Limitation in Contribution Claims: Spire Healthcare Ltd v Nicholas Brooke [2016] EWHC 2828

 

In this case the court considered whether or not an interim payment triggered the start of the two-year period for commencing contribution proceedings based on s.10(4) of the Limitation Act 1980.

 

The original claim was for negligence brought by a patient against a hospital and the surgeon, Mr Brooke, who had operated upon him. On 18 November 2011, the hospital offered to settle the claim together with costs on the understanding that it would seek a 50% contribution from the surgeon. It also offered, pending assessment of damages, to make an interim payment. A consent order to that effect was then signed by all three parties on 25 November 2011. Quantum was then agreed on 24 June 2013.

 

The hospital then issued contribution proceedings against Mr Brooke on 5 March 2015.

 

S.10(1) of the Limitation Act 1980 states:

 

Where under section 1 of the Civil Liability (Contribution) Act 1978 any person becomes entitled to a right to recover contribution in respect of any damage from any other person, no action to recover contribution by virtue of that right shall be brought after the expiration of two years from the date on which that right accrued’.

 

The date on which a right to recover contribution accrued is ascertained either by the date a judgment is given in any civil proceedings or an award is made on any arbitration which holds the person in question liable for the damage.

 

S.10(4) of the Limitation Act 1980 states:

 

If, in any case not within subsection (3) above, the person in question makes or agrees to make any payment to one or more persons in compensation for that damage (whether he admits any liability in respect of the damage or not), the relevant date shall be the earliest date on which the amount to be paid by him is agreed between him (or his representative) and the person (or each of the persons, as the case may be) to whom the payment is to be made’.

 

The preliminary issue in relation to limitation in this case was:

  1. whether a voluntary interim payment amounted to "mak[ing] or agreeing to make, [of] any payment...in compensation for the damage" within s.10(4) of the 1980 Act so as to trigger the start of the two-year limitation period under that section;

The surgeon submitted that the date of the interim payment offer was when the right to recover contribution had accrued i.e 18 November 2011 and as such time had run out for the hospital to bring this contribution claim on 18 November 2013. He based this on the language of section 10(4) which he said was clear in saying that the trigger date is the date on which ‘the amount to be paid by him is agreed’. That phrase, in turn, he said, refers back to the amount of ‘any payment…in compensation for that damage’. The key word is ‘any’ in ‘any payment’. An agreed interim payment, as made in the present case, is such a payment ‘in compensation for that damage’. That it is intended to be covered by section 10(4) is confirmed by the use of the word ‘any’. If section 10(4) had been intended to cover only final quantification of damages, there would have been no need for the word ‘any’.

 

Spire submitted that under both s.10(3) and s.10(4) it was important to distinguish between a) the circumstances in which a person becomes entitled to a right to contribution and b) the date on which that right accrues. It claimed that the first part of s.10(4), the words ‘makes or agrees to make any payment to one or more persons in compensation for that damage’, defines the circumstances, but it is the second part, the words ‘the earliest date on which the amount to be paid by him is agreed’, which is the trigger date for the commencement of limitation. The ‘amount to be paid by him’ must mean, it said, to be paid ‘in compensation for the damage’ and that must be the full amount to be paid in full compensation for the damage. As such, it was Spire’s case that, limitation ran from the date of agreement of final quantum i.e. 24 June 2013 and so limitation did not expire until June 2015 and as the claim was brought on 5 March 2015, the claim was in time.

 

Mr Justice Morris, sitting in the High Court agreed with Spire’s interpretation of the legislation and rejected Mr Brooke’s submission that s.10(4) covered an agreed interim payment. He stated that the provision was concerned with the date of agreement of ‘the’ settlement sum, which meant the final overall figure, rather than agreement of sums towards a final figure. There should be a parity of approach to the meaning of ‘the relevant date’ for limitation purposes as between s.10(3) and s.10(4) of the 1980 Act. Under the predecessor to s.10(4), namely the Limitation Act 1963 s.4(2)(b), an interim payment would not have been covered. Section 10 substantially reproduced s.4 of the 1963 Act even though the wording was materially changed; there was no suggestion that the change in wording had been intended to change the trigger date. Not even a court order for an interim payment would start time running under s.10. Furthermore, the word ‘any’ in the first part of s.10(4) did not mean that a consensual interim payment was the trigger date under s.10 in circumstances where a court-ordered interim payment was not. Where limitation legislation was intended to cover the effect of a part payment, it would say so expressly. The ‘relevant date’ for the purposes of s.10(4) was therefore 24 June 2013 and proceedings had been issued within the two-year limitation period.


- **What needs to be done**:
Copy the data below exactly. Any pictures in it should be omitted.

- **Provided data**:
┌──

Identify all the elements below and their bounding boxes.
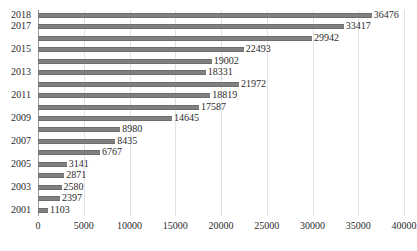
y-axis-category-labels: 2018201720152013201120092007200520032001 <box>0 10 34 216</box>
bar-row: 33417 <box>38 21 404 32</box>
bar-row: 2397 <box>38 193 404 204</box>
bar-value-label: 18331 <box>208 66 233 77</box>
x-axis-tick-label: 30000 <box>300 220 325 232</box>
bar <box>38 59 212 64</box>
bar <box>38 70 206 75</box>
bar <box>38 185 62 190</box>
bar-value-label: 2397 <box>62 192 82 203</box>
bar <box>38 208 48 213</box>
gridline <box>404 10 405 216</box>
x-axis-tick-label: 40000 <box>392 220 417 232</box>
y-axis-tick-label: 2005 <box>11 158 31 169</box>
x-axis-tick-label: 25000 <box>254 220 279 232</box>
y-axis-tick-label: 2018 <box>11 9 31 20</box>
bar-row: 14645 <box>38 113 404 124</box>
bar-value-label: 33417 <box>346 20 371 31</box>
y-axis-tick-label: 2003 <box>11 181 31 192</box>
bar <box>38 116 172 121</box>
bar-value-label: 8435 <box>117 135 137 146</box>
bar-value-label: 18819 <box>212 89 237 100</box>
bar-row: 1103 <box>38 205 404 216</box>
bar <box>38 139 115 144</box>
bar-value-label: 14645 <box>174 112 199 123</box>
y-axis-tick-label: 2015 <box>11 43 31 54</box>
y-axis-tick-label: 2011 <box>11 89 31 100</box>
bar-row: 2871 <box>38 170 404 181</box>
bar-row: 6767 <box>38 147 404 158</box>
bar <box>38 24 344 29</box>
bar <box>38 13 372 18</box>
bar-row: 18331 <box>38 67 404 78</box>
bar-value-label: 8980 <box>122 123 142 134</box>
x-axis-tick-label: 5000 <box>74 220 94 232</box>
bar-value-label: 17587 <box>201 101 226 112</box>
bar-value-label: 19002 <box>214 55 239 66</box>
bar-value-label: 3141 <box>69 158 89 169</box>
bar-row: 29942 <box>38 33 404 44</box>
bar <box>38 173 64 178</box>
bar-row: 8435 <box>38 136 404 147</box>
bar <box>38 127 120 132</box>
x-axis-tick-label: 0 <box>36 220 41 232</box>
x-axis-tick-label: 15000 <box>163 220 188 232</box>
bar-value-label: 1103 <box>50 204 70 215</box>
x-axis-tick-label: 35000 <box>346 220 371 232</box>
bar <box>38 162 67 167</box>
bar-row: 17587 <box>38 102 404 113</box>
bar <box>38 47 244 52</box>
bar <box>38 82 239 87</box>
bar-value-label: 29942 <box>314 32 339 43</box>
bar <box>38 196 60 201</box>
x-axis-tick-labels: 0500010000150002000025000300003500040000 <box>38 220 404 236</box>
y-axis-tick-label: 2013 <box>11 66 31 77</box>
bar-value-label: 6767 <box>102 146 122 157</box>
y-axis-tick-label: 2009 <box>11 112 31 123</box>
plot-area: 3647633417299422249319002183312197218819… <box>38 10 404 216</box>
bar-value-label: 2871 <box>66 169 86 180</box>
bar-value-label: 36476 <box>374 9 399 20</box>
bar-value-label: 21972 <box>241 78 266 89</box>
bar-row: 8980 <box>38 124 404 135</box>
y-axis-tick-label: 2001 <box>11 204 31 215</box>
bar <box>38 93 210 98</box>
x-axis-tick-label: 10000 <box>117 220 142 232</box>
bar-row: 3141 <box>38 159 404 170</box>
y-axis-tick-label: 2007 <box>11 135 31 146</box>
bar <box>38 150 100 155</box>
bar <box>38 105 199 110</box>
y-axis-tick-label: 2017 <box>11 20 31 31</box>
x-axis-tick-label: 20000 <box>209 220 234 232</box>
bar-value-label: 2580 <box>64 181 84 192</box>
bar-row: 2580 <box>38 182 404 193</box>
bar <box>38 36 312 41</box>
bar-value-label: 22493 <box>246 43 271 54</box>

└──

- **Exercise solution**:
Identify all the elements below and their bounding boxes.
y-axis-category-labels: 2018201720152013201120092007200520032001 <box>0 10 34 216</box>
bar-row: 33417 <box>38 21 404 32</box>
bar-row: 2397 <box>38 193 404 204</box>
bar-value-label: 18331 <box>208 66 233 77</box>
x-axis-tick-label: 30000 <box>300 220 325 232</box>
bar <box>38 59 212 64</box>
bar <box>38 70 206 75</box>
bar <box>38 185 62 190</box>
bar-value-label: 2397 <box>62 192 82 203</box>
bar <box>38 208 48 213</box>
gridline <box>404 10 405 216</box>
x-axis-tick-label: 40000 <box>392 220 417 232</box>
y-axis-tick-label: 2005 <box>11 158 31 169</box>
x-axis-tick-label: 25000 <box>254 220 279 232</box>
y-axis-tick-label: 2018 <box>11 9 31 20</box>
bar-row: 14645 <box>38 113 404 124</box>
bar-value-label: 33417 <box>346 20 371 31</box>
y-axis-tick-label: 2003 <box>11 181 31 192</box>
bar <box>38 116 172 121</box>
bar-value-label: 8435 <box>117 135 137 146</box>
bar-value-label: 18819 <box>212 89 237 100</box>
bar-row: 1103 <box>38 205 404 216</box>
bar <box>38 139 115 144</box>
bar-value-label: 14645 <box>174 112 199 123</box>
y-axis-tick-label: 2015 <box>11 43 31 54</box>
y-axis-tick-label: 2011 <box>11 89 31 100</box>
bar-row: 2871 <box>38 170 404 181</box>
bar-row: 6767 <box>38 147 404 158</box>
bar <box>38 24 344 29</box>
bar <box>38 13 372 18</box>
bar-row: 18331 <box>38 67 404 78</box>
bar-value-label: 8980 <box>122 123 142 134</box>
x-axis-tick-label: 5000 <box>74 220 94 232</box>
bar-value-label: 17587 <box>201 101 226 112</box>
bar-value-label: 19002 <box>214 55 239 66</box>
bar-value-label: 3141 <box>69 158 89 169</box>
bar-row: 29942 <box>38 33 404 44</box>
bar <box>38 173 64 178</box>
bar-row: 8435 <box>38 136 404 147</box>
bar <box>38 127 120 132</box>
x-axis-tick-label: 0 <box>36 220 41 232</box>
x-axis-tick-label: 15000 <box>163 220 188 232</box>
bar-value-label: 1103 <box>50 204 70 215</box>
x-axis-tick-label: 35000 <box>346 220 371 232</box>
bar <box>38 162 67 167</box>
bar-row: 17587 <box>38 102 404 113</box>
bar <box>38 47 244 52</box>
bar <box>38 82 239 87</box>
bar-value-label: 29942 <box>314 32 339 43</box>
bar <box>38 196 60 201</box>
x-axis-tick-labels: 0500010000150002000025000300003500040000 <box>38 220 404 236</box>
y-axis-tick-label: 2013 <box>11 66 31 77</box>
bar-value-label: 6767 <box>102 146 122 157</box>
y-axis-tick-label: 2009 <box>11 112 31 123</box>
plot-area: 3647633417299422249319002183312197218819… <box>38 10 404 216</box>
bar-value-label: 2871 <box>66 169 86 180</box>
bar-value-label: 36476 <box>374 9 399 20</box>
bar-value-label: 21972 <box>241 78 266 89</box>
bar-row: 8980 <box>38 124 404 135</box>
y-axis-tick-label: 2001 <box>11 204 31 215</box>
bar <box>38 93 210 98</box>
x-axis-tick-label: 10000 <box>117 220 142 232</box>
bar-row: 3141 <box>38 159 404 170</box>
y-axis-tick-label: 2007 <box>11 135 31 146</box>
bar <box>38 150 100 155</box>
bar <box>38 105 199 110</box>
y-axis-tick-label: 2017 <box>11 20 31 31</box>
x-axis-tick-label: 20000 <box>209 220 234 232</box>
bar-value-label: 2580 <box>64 181 84 192</box>
bar-row: 2580 <box>38 182 404 193</box>
bar <box>38 36 312 41</box>
bar-value-label: 22493 <box>246 43 271 54</box>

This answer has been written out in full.